Radio physicists are studying nuclear resonance—that is the interaction of radio waves and atomic nuclei. This research makes it possible to build instruments capable of measuring and stabilising magnetic fields with a precision hitherto unknown (up to 0.001 per cent and higher). Two research workers, A. Ginsburg and V. Zeigur, have already made such an instrument.

In future, research in the field of quantum radio physics is to be conducted on a still broader scale.

In addition to nuclear resonance a study will be made of another type of inter-action between radio waves and substances: electronic resonance—that is the action of radio waves on electrons.

The radio physics laboratory plans to concentrate primarily on research into the effects of radioactive radiation on ferro-magnetic bodies and transistors. Nuclear and electronic resonance techniques will play a lead-ing role in these investigations.

In accordance with a recent decision of the Soviet Government an atomic reactor is to be built in Latvia. It will go into operation next year.

The decision is important not only to Latvian science. Countries like Italy, Austria, Portugal, Spain and Greece, to say nothing of the South American countries or the countries of Asia and Africa, do not have atomic reactors.

In the Soviet Union they are being built in several of the Union Republics, among them Byelorussia, Uzbekistan and Georgia. Other republics will help Latvia to build her reactor by providing equipment and nuclear fuel. The Latvian reactor will be available to scientists of Estonia and Lithuania.

Physicists are now working on new designs for high-speed electronic computers to control production processes, conveyors and machines. Robots are to be built in the near future capable of performing various operations, for example, in rooms contaminated by radioactive or chemical substances.
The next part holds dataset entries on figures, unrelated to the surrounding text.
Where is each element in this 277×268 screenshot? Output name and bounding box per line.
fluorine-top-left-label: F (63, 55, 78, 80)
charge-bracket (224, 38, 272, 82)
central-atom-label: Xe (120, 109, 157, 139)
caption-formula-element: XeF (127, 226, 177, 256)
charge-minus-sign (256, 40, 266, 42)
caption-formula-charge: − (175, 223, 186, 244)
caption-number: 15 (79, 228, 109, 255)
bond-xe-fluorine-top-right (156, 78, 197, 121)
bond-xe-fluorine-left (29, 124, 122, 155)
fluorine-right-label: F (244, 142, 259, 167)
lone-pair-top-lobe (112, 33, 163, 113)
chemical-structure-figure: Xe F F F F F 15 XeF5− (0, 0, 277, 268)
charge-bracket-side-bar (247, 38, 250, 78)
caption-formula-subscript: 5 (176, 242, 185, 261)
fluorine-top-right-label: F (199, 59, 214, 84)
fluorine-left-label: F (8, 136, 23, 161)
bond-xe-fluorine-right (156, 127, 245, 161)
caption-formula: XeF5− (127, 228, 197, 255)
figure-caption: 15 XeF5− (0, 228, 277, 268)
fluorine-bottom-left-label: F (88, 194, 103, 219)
Work is proceeding in close collaboration with the Academies of Sciences of Byelorussia, Lithuania and Estonia and the Academy of Sciences of the U.S.S.R. to develop a single power system for the north-western part of the Soviet Union.

The research conducted by biochemists, agrochemists, biophysicists and microbiologists is also of great importance. Of especial prominence is the study of trace elements of copper, manganese, zinc, and molybdenum, which are nutritionally important to plants, animals and human beings because they stimulate the activity of enzymes, hormones and vitamins.
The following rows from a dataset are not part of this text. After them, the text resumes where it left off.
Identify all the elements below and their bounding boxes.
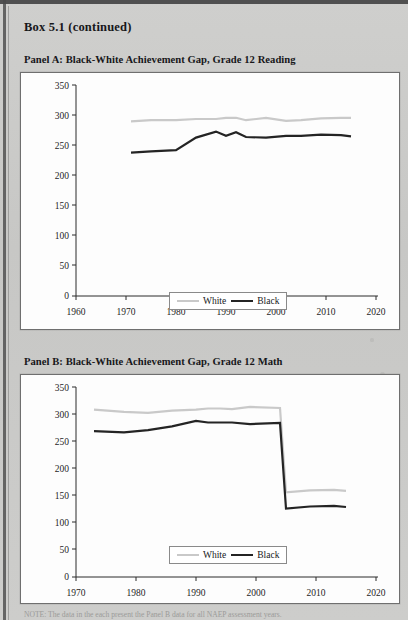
legend-item-white: White xyxy=(177,550,226,560)
legend-label-white: White xyxy=(203,550,226,560)
white-line-swatch-icon xyxy=(177,300,199,302)
page-edge-top xyxy=(0,0,408,4)
panel-a-chart: 350 300 250 200 150 100 50 0 1960 1970 1… xyxy=(20,72,400,330)
black-line-swatch-icon xyxy=(231,300,253,302)
page-edge-left-inner xyxy=(8,6,9,620)
svg-text:200: 200 xyxy=(55,464,70,474)
panel-b-plot: 350 300 250 200 150 100 50 0 1970 1980 1… xyxy=(21,375,399,603)
svg-text:2000: 2000 xyxy=(247,588,266,598)
white-line-swatch-icon xyxy=(177,554,199,556)
legend-item-black: Black xyxy=(231,550,279,560)
panel-a-title: Panel A: Black-White Achievement Gap, Gr… xyxy=(24,54,296,65)
panel-a-legend: White Black xyxy=(169,292,287,310)
svg-text:150: 150 xyxy=(55,491,70,501)
svg-text:1970: 1970 xyxy=(67,588,86,598)
panel-b-series-black xyxy=(94,421,346,509)
svg-text:2010: 2010 xyxy=(307,588,326,598)
figure-note: NOTE: The data in the each present the P… xyxy=(24,610,400,619)
legend-label-black: Black xyxy=(257,550,279,560)
panel-b-svg: 350 300 250 200 150 100 50 0 1970 1980 1… xyxy=(21,375,399,603)
svg-text:1980: 1980 xyxy=(127,588,146,598)
legend-item-white: White xyxy=(177,296,226,306)
panel-a-svg: 350 300 250 200 150 100 50 0 1960 1970 1… xyxy=(21,73,399,329)
svg-text:350: 350 xyxy=(55,81,70,91)
panel-a-plot: 350 300 250 200 150 100 50 0 1960 1970 1… xyxy=(21,73,399,329)
panel-b-x-ticks xyxy=(76,577,376,581)
svg-text:150: 150 xyxy=(55,201,70,211)
svg-text:300: 300 xyxy=(55,111,70,121)
svg-text:100: 100 xyxy=(55,231,70,241)
svg-text:50: 50 xyxy=(60,261,70,271)
black-line-swatch-icon xyxy=(231,554,253,556)
svg-text:1960: 1960 xyxy=(67,307,86,317)
svg-text:350: 350 xyxy=(55,383,70,393)
panel-b-y-ticklabels: 350 300 250 200 150 100 50 0 xyxy=(55,383,70,582)
panel-b-series-white xyxy=(94,407,346,493)
page-content: Box 5.1 (continued) Panel A: Black-White… xyxy=(11,6,403,618)
panel-a-y-ticks xyxy=(72,85,76,296)
svg-text:300: 300 xyxy=(55,410,70,420)
panel-b-x-ticklabels: 1970 1980 1990 2000 2010 2020 xyxy=(67,588,386,598)
svg-text:2020: 2020 xyxy=(367,588,386,598)
panel-b-y-ticks xyxy=(72,387,76,577)
panel-a-series-white xyxy=(131,118,351,122)
svg-text:2010: 2010 xyxy=(317,307,336,317)
legend-item-black: Black xyxy=(231,296,279,306)
page-edge-left xyxy=(3,0,6,620)
svg-text:100: 100 xyxy=(55,518,70,528)
svg-text:1990: 1990 xyxy=(187,588,206,598)
svg-text:2020: 2020 xyxy=(367,307,386,317)
svg-text:250: 250 xyxy=(55,141,70,151)
panel-b-chart: 350 300 250 200 150 100 50 0 1970 1980 1… xyxy=(20,374,400,604)
panel-b-legend: White Black xyxy=(169,546,287,564)
legend-label-black: Black xyxy=(257,296,279,306)
legend-label-white: White xyxy=(203,296,226,306)
svg-text:0: 0 xyxy=(64,572,69,582)
svg-text:200: 200 xyxy=(55,171,70,181)
panel-b-title: Panel B: Black-White Achievement Gap, Gr… xyxy=(24,356,283,367)
panel-a-y-ticklabels: 350 300 250 200 150 100 50 0 xyxy=(55,81,70,301)
scanned-page: Box 5.1 (continued) Panel A: Black-White… xyxy=(0,0,408,620)
panel-a-series-black xyxy=(131,132,351,153)
svg-text:0: 0 xyxy=(64,291,69,301)
svg-text:50: 50 xyxy=(60,545,70,555)
svg-text:1970: 1970 xyxy=(117,307,136,317)
svg-text:250: 250 xyxy=(55,437,70,447)
box-title: Box 5.1 (continued) xyxy=(24,20,132,35)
The Institute of Biology of the Latvian Academy of Sciences has been commissioned to co-ordinate research on these problems with all other institutes in the country working along the same lines.

Latvian scientists also plan to work on problems connected with the widescale application of trace elements in agriculture.
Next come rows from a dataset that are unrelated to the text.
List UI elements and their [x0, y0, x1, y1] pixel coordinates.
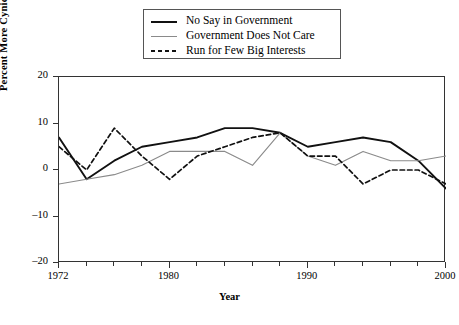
- x-tick-label: 1972: [38, 270, 78, 281]
- x-tick-label: 1990: [287, 270, 327, 281]
- y-tick-label: –10: [18, 209, 48, 220]
- chart-figure: No Say in Government Government Does Not…: [0, 0, 459, 325]
- x-tick-label: 1980: [149, 270, 189, 281]
- y-tick-label: 20: [18, 69, 48, 80]
- x-tick-label: 2000: [425, 270, 459, 281]
- series-canvas: [59, 77, 446, 263]
- y-tick-label: 0: [18, 162, 48, 173]
- y-tick-label: 10: [18, 116, 48, 127]
- x-axis-label: Year: [0, 291, 459, 302]
- series-line-2: [59, 128, 446, 184]
- y-tick-label: –20: [18, 255, 48, 266]
- plot-area: [58, 76, 445, 262]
The Institute of Organic Synthesis will continue its study of the synthesis of drugs used in the treatment of high blood pressure, malignant tumours and cardiovascular diseases and drugs used to stimulate the growth of farm animals.

Within the next few years Latvian scholars will complete a two-volume grammar of modern literary Lettish, a dictionary in several volumes, a dialect atlas of the Lettish language, and a history cf Latvian literature in six volumes.

"Latvia—Our Dream is Coming True" was published by Soviet Booklets, London, England, in December, 1959,
as part of the series "THE FIFTEEN SOVIET SOCIALIST REPUBLICS OF TODAY AND TOMMORROW."
We do not endorse the Soviet account of historical events or their circumstances contained therein as factual.